At the end of the mess hall the side walls appeared again, enclosing additional private work spaces. The inner curved wall showed a bright red hydraulic door that marked another of the spoke-shaft lift platforms. He had traveled a quarter of the way around the station, and had still found no sign of people. In the air in front of his face a cloud of fruit flies flitted like static in a faulty holotank; they must have escaped from some biological experiment.

Ramis walked ahead. On the floor he found several access hatches. When he stomped his feet, he heard a hollow echo. Looking at the ceiling and where the floor met the curved wall, he realized that there must be another entire level below him.

The next set of rooms appeared to be laboratories cluttered with experimental paraphernalia. Sketches and equations were scrawled on magnetic-imprint boards. The markings had not been degaussed, but were beginning to fuzz out from the passage of time.

He passed another section of living quarters, this one more austere than the others. In each cabin the beds were neatly made and empty. On some of the bureaus, he found stereocubes with pictures of families, which had been left activated. Beside them he found occasional messages or data cubes.

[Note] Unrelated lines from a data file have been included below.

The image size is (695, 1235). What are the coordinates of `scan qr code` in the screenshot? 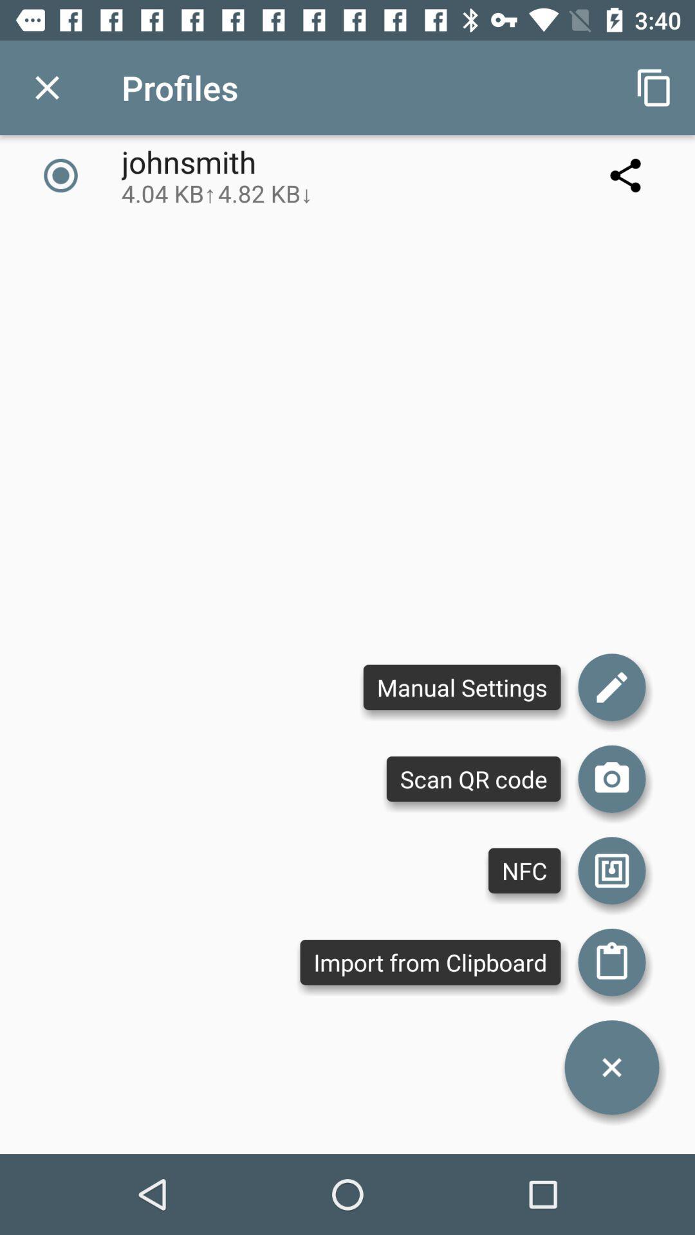 It's located at (612, 779).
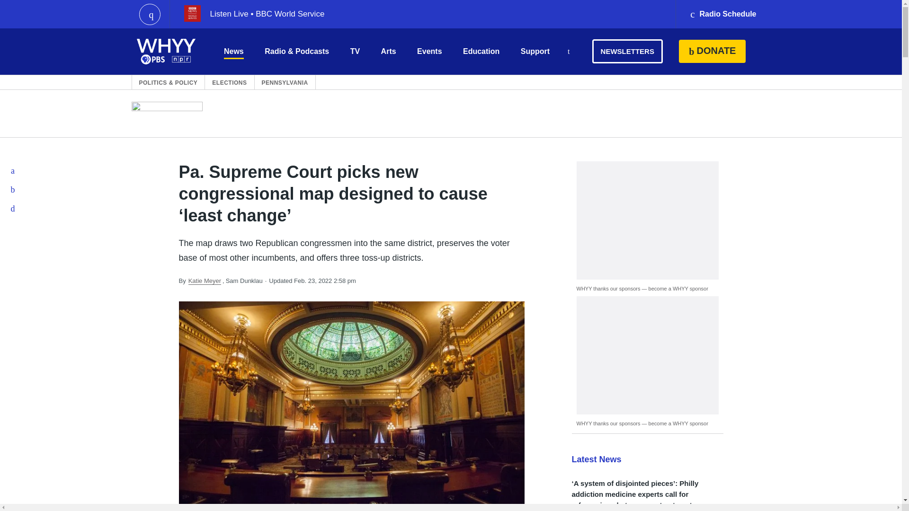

In one instance he even picked up a note written by hand, but he couldn’t read any of the Russian.

Everything was silent. The Kibalchich held its breath.

As the curve continued, the side walls dropped away again. A red cross on a field of white signified that the large room ahead would be the infirmary.

By now, Ramis had grown accustomed to the dim light. He moved as if he were one of the shadows, not an enemy of them. His eyes were wide. His bare feet made no sound as he crept forward.

The walls opened up around him, and the infirmary ahead seemed like a vast empty space, broader and colder than the gulf between the two colonies. The soft light glowed, and he blinked his eyes, staring and trying to gather in as much detail as he could. He took a deep breath.

Spread out in front of him lay all the Soviets, row upon row upon row.

His throat was dry. He stood still.

They looked like legions from an ancient Roman army, all lined up side by side, motionless and cold. Each body was encased in a glass coffin, a crystalline chamber flecked with frost on the inside and lit up by a mixed glow of monitor lights.

The cubicles lined the entire infirmary, crammed together.

He took a step forward and placed his hand on the top of the nearest coffin. The man inside looked waxen, expressionless, at peace. The glass felt cold.

Ramis raised his eyes and stared in front of him at all of them. They had all come here. Forsaking hope, had they all just given up and died?

He moved forward between the cubicles, feeling numb and awed. He didn’t know what to think or do, but part of the fear had melted from him.

He had found the inhabitants of the Kibalchich.